Each week, the Sunday Post highlights a few articles we enjoyed this week, good for consumption over a cup of coffee (or tea, if that's your pleasure). Settle in for a while; we saved you a seat. You can also look through the archives.
Jamal Khashoggi's last column.
Arab governments have been given free rein to continue silencing the media at an increasing rate.
Brendan O’Connor ties together threads after an appearance by Proud Boys founder Gavin McInnes turned violent last week. If you've been thinking of the vicious proto-fascist group as a fringe element, this article is an education.
Bound together by violent misogyny and ultranationalism, these groups stand for nothing resembling a conventional political program or platform — but that does not mean they are apolitical. Pragmatically sidestepping the question of race, they now make their proto-fascist appeal in the language of patriotic individualism: pro-America, pro-capitalism, and pro-Trump. (Its effectiveness should not be understated: for years, antifascists in New York City’s soccer supporter scene have been working to alienate Antillon, a frequent attendee of New York City Football Club matches at Yankee Stadium, from friends and fellow fans who don’t have Nazi tattoos—with little success.) Around the country, the Proud Boys have replicated this strategy, appealing primarily to people’s class interests—as small business owners, for example, or as the children of families who fled socialist revolutions—as well as traditionalist gender politics, temporarily deferring the white nationalist project in the interest of swelling their ranks. As it happens, this is the strategy that has also allowed them entry into the Republican mainstream.

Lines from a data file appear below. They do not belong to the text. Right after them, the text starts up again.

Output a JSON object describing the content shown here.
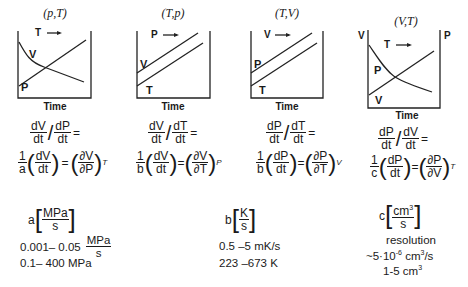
{
  "panels": [
    {
      "title": "(p,T)",
      "arrow_label": "T",
      "curves": [
        "V",
        "P"
      ],
      "xlabel": "Time",
      "eq_ratio": {
        "num1": "dV",
        "den1": "dt",
        "num2": "dP",
        "den2": "dt"
      },
      "eq_partial": {
        "coef": "a",
        "d_num": "dV",
        "d_den": "dt",
        "p_num": "∂V",
        "p_den": "∂P",
        "sub": "T"
      }
    },
    {
      "title": "(T,p)",
      "arrow_label": "P",
      "curves": [
        "V",
        "T"
      ],
      "xlabel": "Time",
      "eq_ratio": {
        "num1": "dV",
        "den1": "dt",
        "num2": "dT",
        "den2": "dt"
      },
      "eq_partial": {
        "coef": "b",
        "d_num": "dV",
        "d_den": "dt",
        "p_num": "∂V",
        "p_den": "∂T",
        "sub": "P"
      }
    },
    {
      "title": "(T,V)",
      "arrow_label": "V",
      "curves": [
        "P",
        "T"
      ],
      "xlabel": "Time",
      "eq_ratio": {
        "num1": "dP",
        "den1": "dt",
        "num2": "dT",
        "den2": "dt"
      },
      "eq_partial": {
        "coef": "b",
        "d_num": "dP",
        "d_den": "dt",
        "p_num": "∂P",
        "p_den": "∂T",
        "sub": "V"
      }
    },
    {
      "title": "(V,T)",
      "arrow_label": "T",
      "curves": [
        "P",
        "V"
      ],
      "left_axis": "V",
      "right_axis": "P",
      "xlabel": "Time",
      "eq_ratio": {
        "num1": "dP",
        "den1": "dt",
        "num2": "dV",
        "den2": "dt"
      },
      "eq_partial": {
        "coef": "c",
        "d_num": "dP",
        "d_den": "dt",
        "p_num": "∂P",
        "p_den": "∂V",
        "sub": "T"
      }
    }
  ],
  "params": {
    "a": {
      "symbol": "a",
      "unit_num": "MPa",
      "unit_den": "s",
      "rate_range": "0.001– 0.05",
      "rate_unit_num": "MPa",
      "rate_unit_den": "s",
      "range": "0.1– 400 MPa"
    },
    "b": {
      "symbol": "b",
      "unit_num": "K",
      "unit_den": "s",
      "rate_range": "0.5 –5 mK/s",
      "range": "223 –673 K"
    },
    "c": {
      "symbol": "c",
      "unit_num": "cm",
      "unit_num_sup": "3",
      "unit_den": "s",
      "resolution_label": "resolution",
      "resolution_pre": "~5·10",
      "resolution_exp": "-6",
      "resolution_post": " cm",
      "resolution_sup": "3",
      "resolution_tail": "/s",
      "range_pre": "1-5 cm",
      "range_sup": "3"
    }
  },
  "symbols": {
    "equals": "=",
    "one": "1",
    "arrow": "⟶"
  }
}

Composer Nico Muhly on the process of creating music, which involves much more file structure than you might imagine. His description of the primary task of composition — "to create a piece of art that is better than the same amount of silence" — is delightfully straightforward, and the essay is delightfully full of the details of his craft.
In general, the next step — before involving notes and rhythms — is a period of improvisational research. I begin with a simple idea, such as ‘old broken Gibbons piece reveals itself’, and then start exploring. Soon I find myself engaged in research about the power of relics in Buddhism, which leads to the Lacanian notion of the objet petit a, soon displaced by my delight in Obelix’s dog Dogmatix being called Idéfix in the original French, which leads to the way a single obsessive idea can dominate every aspect of a text, which leads to Gollum, which leads to Tolkien’s use of dead languages to create a set of fictional languages, which leads to old words taking on new meaning, which leads to Wendy Carlos’s interpretation of Bach, and so on. All these articles, pictures and fragments get printed out and digitally saved and put in folders, and the result — for me — is a magical vessel full of information and possibility.
From this, the notes come quickly.
Steven Kurutz profiles Kathy Hourigan, Knopf Doubleday's vice president, managing editor, and longest-tenured employee at 55 years and counting. Look at that office! A book-lover's lair.
Her career has spanned the discreet era when authors mailed a single typed manuscript along with a carbon copy to be passed around, to today’s convenient but somewhat alarming electronic system where with one keystroke, a book can be widely distributed. She is reminiscent of long-forgotten characters like Harry Ford, a poetry editor with “an unerring ear,” according to his obituary in The New York Times, and Mr. Koshland.
Indeed, Ms. Hourigan would rather talk about them than herself. She gave up her writing ambitions, she said, when “I realized that all the manuscripts coming through the slush pile were written better than I could write.”
Celeste Ng has a nuanced and thoughtful response to harassment of Asian-American women who choose a non-Asian partner or have multiracial children. The contrast between her response and the trolls' attacks is ... striking.
There’s a range of behavior from men who engage in this harassment on Reddit, Twitter, and other channels. The problem is that even legitimate concerns end up entwined with these more extreme views. Some of the men on these forums argue that they are overlooked culturally and that Asian women’s activism sidelines them — a point that the Asian community can and should civilly discuss further. However, most speak not about cultural representation and activism, but about what they perceive as a dearth of dating opportunities for Asian men. The most toxic posts come from men who argue for racial purity and refer to Asian women as if they are commodities rather than people. Yet men all along this spectrum of opinions engage in similar harassing behavior, using similar misogynistic language and similar bullying tactics — and placing the blame for the entire array of complaints squarely on Asian women.